Scope and Infrastructure
JSC Passenger Transportation has completed deployment of a video surveillance system across its Talgo fleet, installing a total of 1,350 cameras inside 24 trainsets operated by the national carrier. The cameras provide uninterrupted monitoring of the interior environment, targeting the most exposed sections of each unit: passenger carriages, doorways and thresholds, and shared amenity spaces. Coverage extends to all equipped trains simultaneously, allowing remote operators to observe conditions across the fleet from a single command point.
Operational Use and Access Controls
Access to live feeds and archived footage is restricted exclusively to authorized personnel operating from the National Carrier's situation center. The architecture is designed to prevent unauthorized access while enabling rapid retrieval of recorded material when needed. Since the system's launch, rolling stock has undergone continuous remote oversight, and video records have been integrated into the carrier's complaint-resolution workflow—investigators now consult objective visual evidence when adjudicating passenger disputes rather than relying on verbal testimony alone.
The system serves multiple operational objectives simultaneously. Surveillance in high-traffic zones allows conductors and security staff to track passenger flow in real time, detect irregularities as they develop, and intervene before situations escalate. Officials have cited particular value in combating fare evasion, which has historically proven difficult to address on high-volume inter-city routes where conductors manage hundreds of passengers across extended journeys. The camera network also supports faster response to onboard incidents, from medical emergencies to infrastructure damage, by providing situation-center staff with immediate visual confirmation of conditions.
Beyond the current Talgo deployment, preparatory work is underway to outfit all standard-gauge carriages across the broader KTZ network with comparable camera infrastructure. The initiative aims to standardize surveillance capability across the passenger fleet rather than limiting it to the newer Talgo units, addressing a coverage gap that previously left conventional rolling stock without systematic interior monitoring.
Analytics Integration and Corridor Pilot
KTZ Passenger Transportation is evaluating integration of a video analytics layer that would apply automated pattern-recognition to incoming streams, flagging anomalous behavior for human review rather than requiring constant manual monitoring. The analytics system would supplement rather than replace human operators, scanning for unusual crowd dynamics, unattended objects, or passenger distress signals that might escape attention during peak travel periods.
A pilot internet connection has already been activated on the No. 3/4 Astana–Almaty service, establishing the connectivity backbone needed for centralized analytics and real-time remote access to onboard feeds. This corridor pilot serves as the technical foundation for scaling the system: once validated, the connectivity framework and analytics capabilities can be extended to additional routes and train groups, enabling coordinated incident response across the network rather than isolated monitoring per train.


→ Task to complete
Repeat exactly each line of the material, starting from the line that contains "What data populates" and finishing with the final line.

→ Data extract
#####

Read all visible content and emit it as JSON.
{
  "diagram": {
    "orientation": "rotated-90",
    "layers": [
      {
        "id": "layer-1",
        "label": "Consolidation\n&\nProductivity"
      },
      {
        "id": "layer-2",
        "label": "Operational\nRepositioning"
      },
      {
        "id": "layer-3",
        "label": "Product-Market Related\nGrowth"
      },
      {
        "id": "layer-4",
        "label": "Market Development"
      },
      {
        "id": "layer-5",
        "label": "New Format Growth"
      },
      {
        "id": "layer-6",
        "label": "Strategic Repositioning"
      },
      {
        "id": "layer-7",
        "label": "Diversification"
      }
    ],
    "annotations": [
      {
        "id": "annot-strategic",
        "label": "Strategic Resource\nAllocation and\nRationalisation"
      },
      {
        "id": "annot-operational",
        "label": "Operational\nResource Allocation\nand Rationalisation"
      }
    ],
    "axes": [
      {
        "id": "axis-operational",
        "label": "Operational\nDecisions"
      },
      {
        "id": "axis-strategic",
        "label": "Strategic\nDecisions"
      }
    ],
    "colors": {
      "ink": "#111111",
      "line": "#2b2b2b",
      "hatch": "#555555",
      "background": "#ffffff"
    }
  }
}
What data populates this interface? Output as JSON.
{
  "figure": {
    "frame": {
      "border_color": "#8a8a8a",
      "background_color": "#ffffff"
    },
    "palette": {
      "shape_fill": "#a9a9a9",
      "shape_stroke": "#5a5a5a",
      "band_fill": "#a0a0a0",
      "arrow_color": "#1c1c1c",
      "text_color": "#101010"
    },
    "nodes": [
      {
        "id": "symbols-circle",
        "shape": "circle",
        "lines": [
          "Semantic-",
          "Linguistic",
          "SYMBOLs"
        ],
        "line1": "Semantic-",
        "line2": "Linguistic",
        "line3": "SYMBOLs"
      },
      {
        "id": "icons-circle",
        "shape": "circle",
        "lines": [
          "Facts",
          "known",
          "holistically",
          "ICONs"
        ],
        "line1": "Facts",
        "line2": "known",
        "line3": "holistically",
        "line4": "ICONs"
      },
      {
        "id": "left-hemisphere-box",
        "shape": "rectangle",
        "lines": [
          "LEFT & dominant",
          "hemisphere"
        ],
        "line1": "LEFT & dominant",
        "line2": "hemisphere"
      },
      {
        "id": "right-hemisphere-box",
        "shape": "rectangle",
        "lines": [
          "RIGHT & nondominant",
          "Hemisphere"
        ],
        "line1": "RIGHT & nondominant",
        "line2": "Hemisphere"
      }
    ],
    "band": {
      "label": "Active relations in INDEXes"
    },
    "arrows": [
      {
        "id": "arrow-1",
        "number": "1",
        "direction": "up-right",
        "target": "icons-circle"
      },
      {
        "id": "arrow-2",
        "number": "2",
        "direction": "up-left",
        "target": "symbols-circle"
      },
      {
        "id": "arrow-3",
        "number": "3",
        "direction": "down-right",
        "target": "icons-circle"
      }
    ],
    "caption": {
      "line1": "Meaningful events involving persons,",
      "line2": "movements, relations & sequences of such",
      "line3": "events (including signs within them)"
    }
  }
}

#####

→ Task response
What data populates this interface? Output as JSON.
{
  "figure": {
    "frame": {
      "border_color": "#8a8a8a",
      "background_color": "#ffffff"
    },
    "palette": {
      "shape_fill": "#a9a9a9",
      "shape_stroke": "#5a5a5a",
      "band_fill": "#a0a0a0",
      "arrow_color": "#1c1c1c",
      "text_color": "#101010"
    },
    "nodes": [
      {
        "id": "symbols-circle",
        "shape": "circle",
        "lines": [
          "Semantic-",
          "Linguistic",
          "SYMBOLs"
        ],
        "line1": "Semantic-",
        "line2": "Linguistic",
        "line3": "SYMBOLs"
      },
      {
        "id": "icons-circle",
        "shape": "circle",
        "lines": [
          "Facts",
          "known",
          "holistically",
          "ICONs"
        ],
        "line1": "Facts",
        "line2": "known",
        "line3": "holistically",
        "line4": "ICONs"
      },
      {
        "id": "left-hemisphere-box",
        "shape": "rectangle",
        "lines": [
          "LEFT & dominant",
          "hemisphere"
        ],
        "line1": "LEFT & dominant",
        "line2": "hemisphere"
      },
      {
        "id": "right-hemisphere-box",
        "shape": "rectangle",
        "lines": [
          "RIGHT & nondominant",
          "Hemisphere"
        ],
        "line1": "RIGHT & nondominant",
        "line2": "Hemisphere"
      }
    ],
    "band": {
      "label": "Active relations in INDEXes"
    },
    "arrows": [
      {
        "id": "arrow-1",
        "number": "1",
        "direction": "up-right",
        "target": "icons-circle"
      },
      {
        "id": "arrow-2",
        "number": "2",
        "direction": "up-left",
        "target": "symbols-circle"
      },
      {
        "id": "arrow-3",
        "number": "3",
        "direction": "down-right",
        "target": "icons-circle"
      }
    ],
    "caption": {
      "line1": "Meaningful events involving persons,",
      "line2": "movements, relations & sequences of such",
      "line3": "events (including signs within them)"
    }
  }
}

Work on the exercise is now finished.